Earlier today, Australia’s Productivity Commission released its long-awaited Inquiry Report on Intellectual Property Arrangements. The Productivity Commission was set up by statute to provide the Australian Government independent research and advisory body on a range of economic, social and environmental issues, in order to help governments make better policies, in the long term interest of the Australian community. The lengthy report and its recommendations should be of interest to many readers of this blog. With respect to copyright, one of the Commission’s main areas of study was whether Australia should adopt an open and flexible fair use regime and abandon …

Productivity Commission: Tales of the Widespread Demise of Canadian Publishers are Just That Read more »

I am excited and honoured to give the Hong Kong University Public Lecture in IP next Wednesday, Nov 9, 2016. The title of my lecture is “Fair Dealing: Have We Had Fair Use All Along?” The lecture is based on this book chapter. Abstract: Conventional wisdom holds that while the fair use doctrine in the United States is omnipresent and flexible, fair dealing, its Commonwealth cousin is more rigid and can only apply to the specifically enumerated statutory purposes. Fair use, on this view, is an American invention—foreign to the copyright traditions of the rest of the common law world. …

Fair Dealing: Have We Had Fair Use All Along? (HKU Public Lecture in IP) Read more »

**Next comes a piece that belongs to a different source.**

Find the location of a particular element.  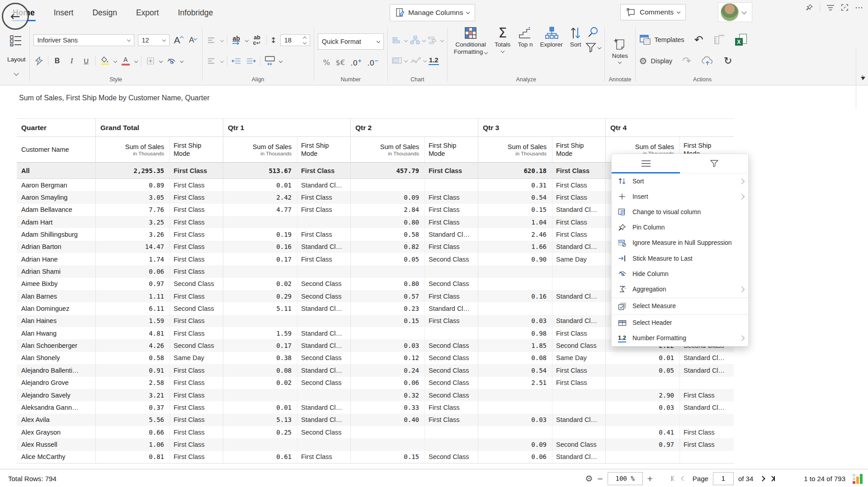

cell-sales: 0.03 is located at coordinates (515, 321).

Pier-Luk Bouthillier is a Montreal graphic designer. He had previously worked as an Art Director for the cultural weekly “ICI Montreal”, and in 2007, he launched his first in a series of environmentally-themed t-shirts. You can see his t-shirts on his website (as well as some ‘Fleur de lys’ boxer briefs). One of Mr. Bouthillier’s shirts, J’aime Montréal, features a few stylized drawings of various Montreal landmarks, organized around the slogan J’♥ Montréal. According to the CBC, this got Mr. Bouthillier in some legal trouble.